7. Equitable access to a flexible range of appropriate services including: -

  • transparent referral practices;
  • early, accurate diagnosis with sensitive communication with service users and their carers;
  • appropriate in-patient care including specialist services;
  • appropriate out-patient care;
  • specialised and community rehabilitation services e.g. physiotherapy, hydrotherapy and orthotics (and access to more than one episode of rehabilitation);
  • psychological, neuro-psychological, psychiatric, counselling and psychosexual and relationship services;
  • complex packages of home-care with professional advice and management of issues like gastric feeding and pain-management;
  • palliative care (extend role of hospices to help those with chronic conditions rather than concentrating so much on people with terminal cancer).

Symptom management

7. Help with a range of common symptoms including:-

  • incontinence;
  • chronic pain management;
  • fatigue;
  • depression;
  • cognitive problems.
  • mobility problems and movement disorders;
  • speech and language problems;
  • spasticity;
  • sensory problems.

Assistive devices and community equipment

8. Equitable access to good quality housing adaptations and assistive devices (community equipment) that are properly maintained to agreed minimum standards and securely financed e.g.:-

  • orthotics;
  • wheelchairs;
  • communications aids;
  • 24-hour postural management.

9. Improved community equipment services including:-

  • transparency of decision-making process and needs-assessment;
  • involve service users, carers and service providers on equal basis with possible input from the Health and Safety Executive;
  • WHICH? Guide to encourage consumer choice;
  • identified gatekeepers responsible for providing equipment e.g. an occupational therapist;
  • fast database of assitive technology;
  • register of equipment users with a review mechanism to see if equipment meets users' needs: outcome measures of service-user satisfaction;
  • maintenance: companies to provide warranty under contract;
  • develop consumer relationship with Medical Devices Agency;
  • enable better use of Direct Payments for equipment;
  • expand Patient Advocacy Liaison Service (PALS) to cover equipment, working with social services.
  • Welfare, housing, work, transport and leisure

10. Equal access to:

  • welfare/benefits and other financial advice;
  • suitable housing
  • employment and vocational training;
  • transport and leisure services: outreach transport for geographically isolated.
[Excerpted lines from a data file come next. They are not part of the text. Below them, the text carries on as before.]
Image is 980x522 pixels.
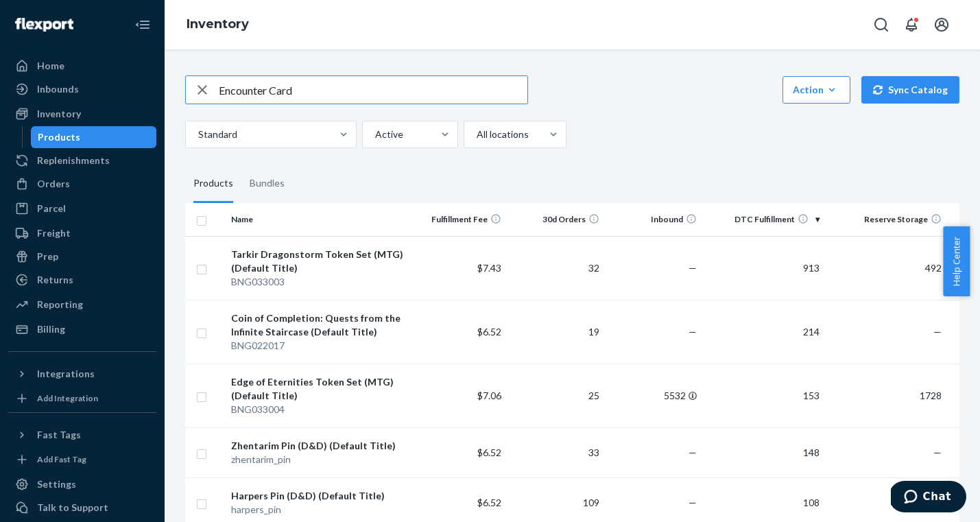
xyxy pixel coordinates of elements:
a: Parcel [8,198,156,220]
span: — [689,326,697,337]
a: Add Integration [8,390,156,407]
input: All locations [475,127,477,141]
a: Freight [8,222,156,244]
div: Tarkir Dragonstorm Token Set (MTG) (Default Title) [231,247,404,275]
div: Edge of Eternities Token Set (MTG) (Default Title) [231,375,404,403]
button: Integrations [8,363,156,384]
div: Freight [37,227,71,240]
td: 5532 [605,363,704,427]
a: Home [8,55,156,77]
td: 25 [507,363,605,427]
div: Harpers Pin (D&D) (Default Title) [231,489,404,503]
div: BNG033004 [231,403,404,417]
div: Bundles [249,165,285,203]
span: — [934,326,942,337]
div: Settings [37,478,76,491]
th: Inbound [605,203,704,236]
button: Open Search Box [868,11,895,38]
div: Orders [37,177,70,191]
div: BNG022017 [231,339,404,352]
input: Standard [197,127,198,141]
th: DTC Fulfillment [703,203,825,236]
button: Close Navigation [129,11,156,38]
td: 32 [507,236,605,300]
div: zhentarim_pin [231,452,404,466]
div: Inventory [37,107,81,120]
div: Action [793,83,840,97]
th: Name [226,203,409,236]
button: Talk to Support [8,497,156,519]
td: 148 [703,427,825,478]
div: Talk to Support [37,500,108,514]
span: — [689,262,697,274]
iframe: Opens a widget where you can chat to one of our agents [891,481,967,515]
a: Orders [8,173,156,194]
th: Reserve Storage [826,203,948,236]
a: Add Fast Tag [8,451,156,468]
a: Returns [8,268,156,291]
input: Search inventory by name or sku [219,76,527,104]
div: Zhentarim Pin (D&D) (Default Title) [231,439,404,452]
img: Flexport logo [15,17,73,31]
td: 33 [507,427,605,478]
a: Inventory [187,17,249,31]
span: — [689,446,697,458]
th: Fulfillment Fee [410,203,507,236]
a: Prep [8,246,156,268]
div: BNG033003 [231,275,404,288]
div: Products [37,131,80,144]
a: Reporting [8,294,156,315]
a: Inventory [8,103,156,125]
div: Add Fast Tag [37,453,86,464]
div: Replenishments [37,153,110,167]
a: Billing [8,318,156,340]
a: Settings [8,473,156,495]
div: Prep [37,249,58,263]
td: 913 [703,236,825,300]
div: harpers_pin [231,503,404,516]
span: $6.52 [478,326,501,337]
button: Open account menu [929,11,956,38]
span: $7.43 [478,262,501,274]
div: Integrations [37,367,95,381]
div: Home [37,59,65,72]
ol: breadcrumbs [175,5,260,44]
td: 153 [703,363,825,427]
a: Replenishments [8,150,156,172]
div: Inbounds [37,82,78,96]
a: Products [31,126,157,148]
td: 19 [507,300,605,363]
span: $6.52 [478,446,501,458]
button: Action [783,76,851,104]
div: Products [194,165,234,203]
button: Open notifications [898,11,925,38]
div: Billing [37,322,65,336]
span: — [689,497,697,508]
th: 30d Orders [507,203,605,236]
div: Add Integration [37,392,99,403]
td: 1728 [826,363,948,427]
input: Active [374,127,375,141]
span: $6.52 [478,497,501,508]
span: $7.06 [478,390,501,401]
span: — [934,446,942,458]
div: Parcel [37,201,66,215]
div: Reporting [37,297,83,311]
button: Fast Tags [8,424,156,445]
div: Returns [37,273,73,287]
button: Help Center [943,227,970,296]
div: Fast Tags [37,428,81,442]
div: Coin of Completion: Quests from the Infinite Staircase (Default Title) [231,311,404,339]
button: Sync Catalog [861,76,960,104]
a: Inbounds [8,78,156,100]
td: 214 [703,300,825,363]
td: 492 [826,236,948,300]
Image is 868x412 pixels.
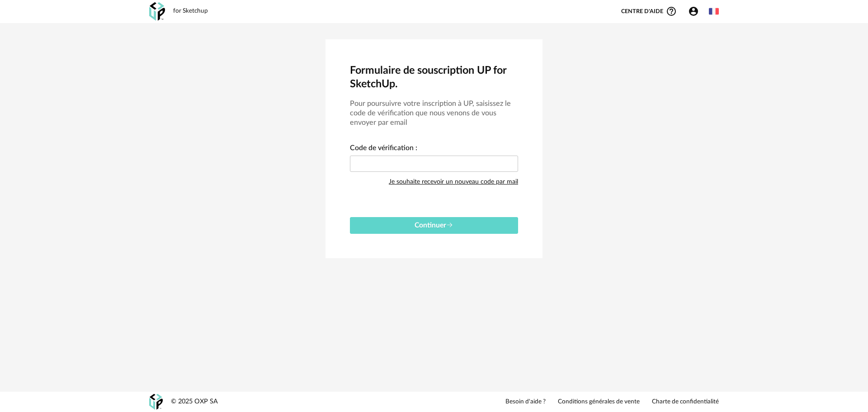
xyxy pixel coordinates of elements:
span: Continuer [415,221,453,229]
img: fr [708,7,719,16]
div: Je souhaite recevoir un nouveau code par mail [389,173,518,191]
div: © 2025 OXP SA [171,397,218,406]
h3: Pour poursuivre votre inscription à UP, saisissez le code de vérification que nous venons de vous... [350,99,518,128]
img: OXP [149,394,162,410]
div: for Sketchup [173,7,208,16]
a: Besoin d'aide ? [505,398,545,406]
span: Centre d'aideHelp Circle Outline icon [621,6,677,17]
a: Charte de confidentialité [651,398,719,406]
button: Continuer [350,217,518,234]
span: Account Circle icon [688,6,699,17]
label: Code de vérification : [350,145,417,154]
a: Conditions générales de vente [558,398,640,406]
h2: Formulaire de souscription UP for SketchUp. [350,64,518,91]
img: OXP [149,2,165,21]
span: Account Circle icon [688,6,703,17]
span: Help Circle Outline icon [665,6,677,17]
Review and self-referral to specialist services

11. Mechanisms that allow:-

  • regular invitations for case reviews from the statutory agencies for service-users, explaining the reason for the review and what help is available i.e. "the case does not close". These reviews could be used as a means of "secondary" prevention: preventing further unnecessary damage, slowing degeneration, prevention of infection and contractures caused by immobility or lack of maintenance treatments and therapies;
  • an in-built review that user/patient can initiate;
  • self-referral to specialist services e.g. physiotherapists to reduce delays to patients and primary care

What about carers?

12. The key issues were:-

  • service users' needs should be assessed without assuming informal carer help;
  • anticipatory, pro-active care and support for carers to prevent them "going under", particularly helping with the stains imposed on relationships by the long term illness;
  • rapid responses to changes in carers' circumstances e.g. illness, unemployment, divorce or death;
  • information about services;
  • increased use of planned rather than acute respite care and regular short-term breaks so that care is shared. This may need an increase in respite beds in nursing homes and hospices.
  • recognition of the needs of ageing carers and the heavy burden of care; need to increase skill and independence of users;
  • recognition that many carers have long term conditions themselves

How can I have my say?

If you would like to respond to some of these points, to add your comments and your experiences, why not go to the BUILD forum.